Sunday, March 01, 2009

Evening's Civil Twilight In Empires Of Tin (Constellation Records)

According to the notes printed inside the typically sumptuous heavy card-stock packaging for this, the Constellation label's first ever DVD release, "Evening's Civil Twilight" is a scientific term for the precise time when sunset gives way to night. But here, over the course of 100 grainy impressionistic minutes, the phrase is applied instead to passing empires, both historic and contemporary, as this multi-layered film from directorJem Cohen, with live musical accompaniment from a host of Constellation luminaries, meditates on the parallels between the decline of the 19th century Austro-Hungarian empire and the putative twilight of the current American one. The DVD documents the performance at the 2007 Vienna International Film Festival ofJem Cohen's multi-media work, inspired by Austrian author Joseph Roth's epic inter-war novel "The Radetsky March", a long-standing favourite of Efrim Menuck, Silver Mt. Zion's de facto head honcho, who originally passed the book on to the director. In front of a giant screen projection of Cohen's grainy, half-lit, black and white images, culled from archive footage of the Habsburg era and WWI and shot on atmospheric 16mm film in contemporary Brooklyn and Vienna, a massed musical ensemble, collecting together members of Silver Mt. Zion (née Godspeed You! Black Emperor) along with singer-songwriter Vic Chesnutt, Guy Picciotto of Fugazi and Brooklyn duo The Quavers, provides a loosely orchestrated soundtrack to these socio-political musings. As the camera roves from the projection screen showing of Cohen's film, via long-shots of the stage and audience, to intimate close-ups of the musicians at work, they play a variety of pieces, ranging from the improvised textual abstractions that begin the performance, through impassioned full-blown ensemble reinterpretations of Vic Chesnutt's heartfelt songs and The Quavers' extended field-recording paean to their Brooklyn hometown, to the final storming blow-out rendition of Richard Strauss' "Radetsky March" that finishes the show. While the abstract, meditative nature of Cohen's film may be difficult to convey on the small home screen, this DVD certainly does its best to capture the full context of the Viennese performance, interweaving the projected images with the musical accompaniment, which, with some wonderfully passionate and superbly realised high-points, is undoubtedly the strongest aspect of the show.

'Evening's Civil Twilight In Empires Of Tin' is available now on Constellation Records.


# Description of the task:
Transcribe the line holding "Find the location of a particular element." together with every line after it, through the end of the records, exactly and with no pictures.

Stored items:
Start of Block

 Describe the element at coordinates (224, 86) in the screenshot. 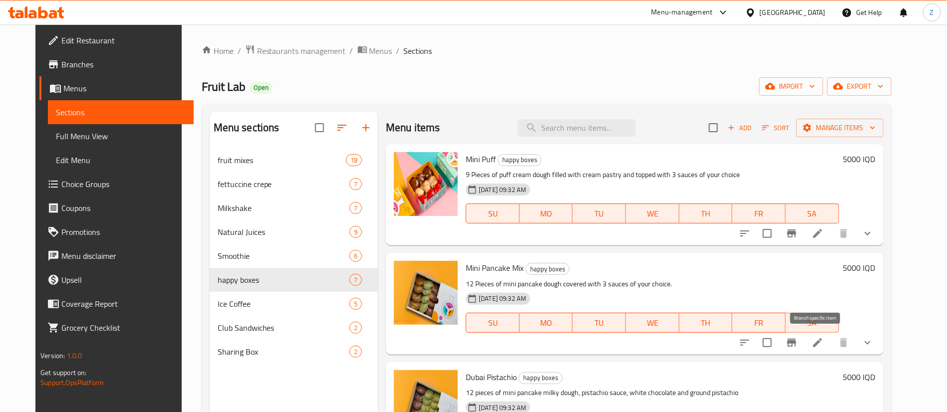

I see `span: Fruit Lab` at that location.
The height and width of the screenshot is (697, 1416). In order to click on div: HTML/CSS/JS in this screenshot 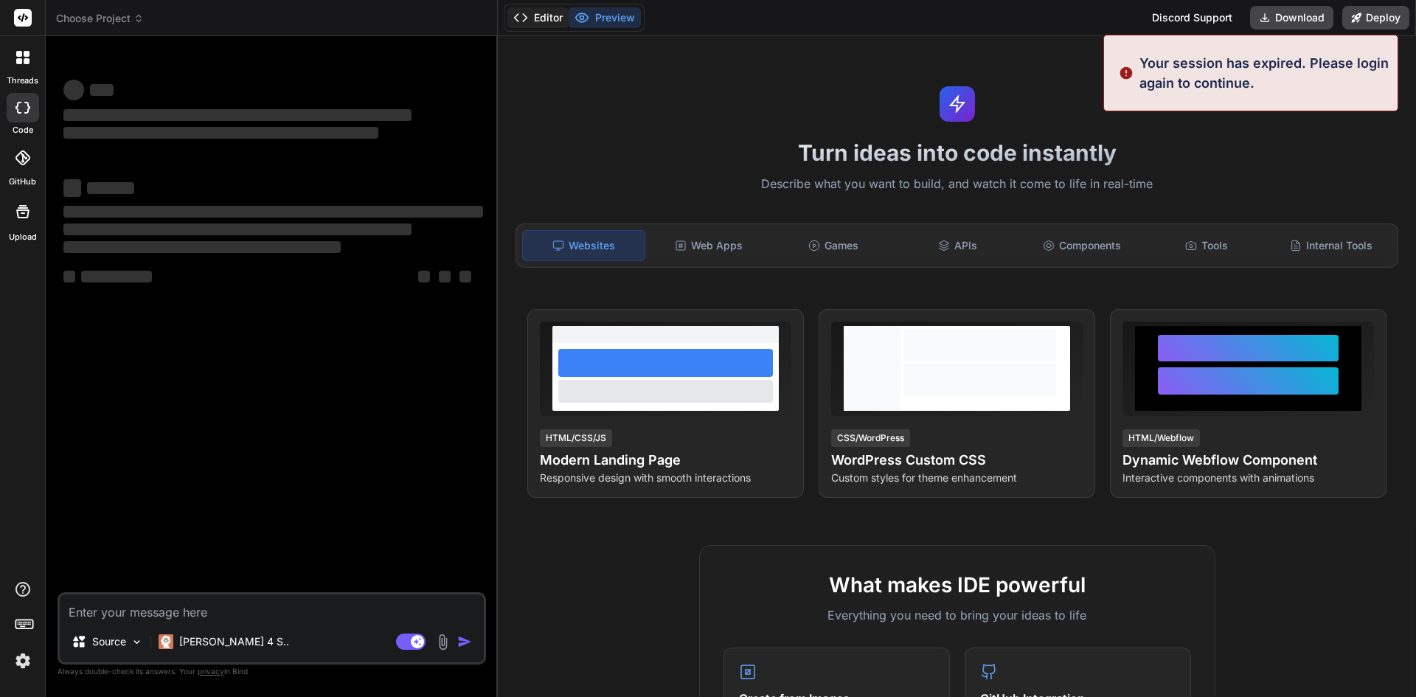, I will do `click(576, 438)`.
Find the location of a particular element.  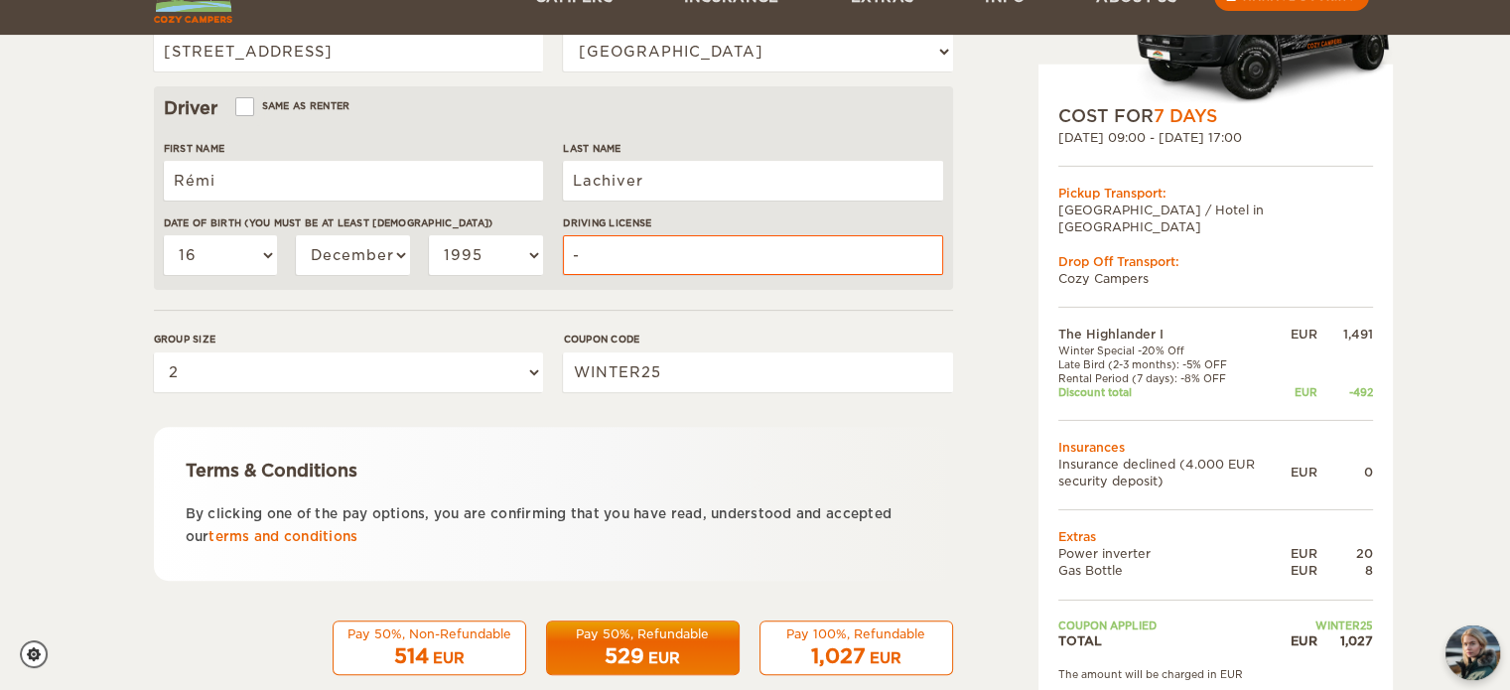

td: Discount total is located at coordinates (1175, 392).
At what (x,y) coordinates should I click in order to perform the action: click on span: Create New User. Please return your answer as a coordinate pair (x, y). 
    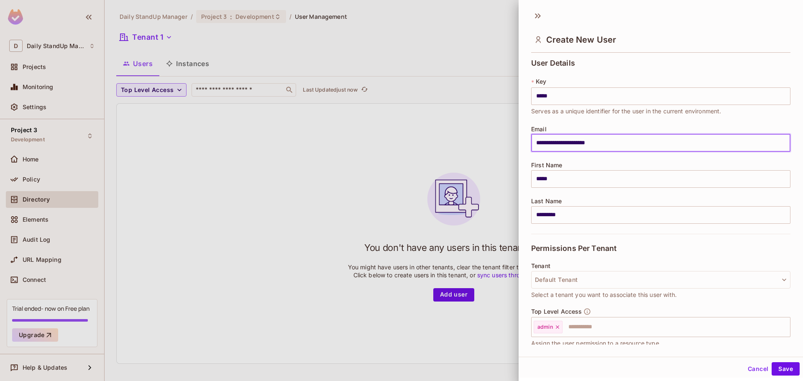
    Looking at the image, I should click on (581, 40).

End of Block

# Answer to this task:
Find the location of a particular element.  

td: Discount total is located at coordinates (1175, 392).
At what (x,y) coordinates should I click in order to perform the action: click on span: Create New User. Please return your answer as a coordinate pair (x, y). 
    Looking at the image, I should click on (581, 40).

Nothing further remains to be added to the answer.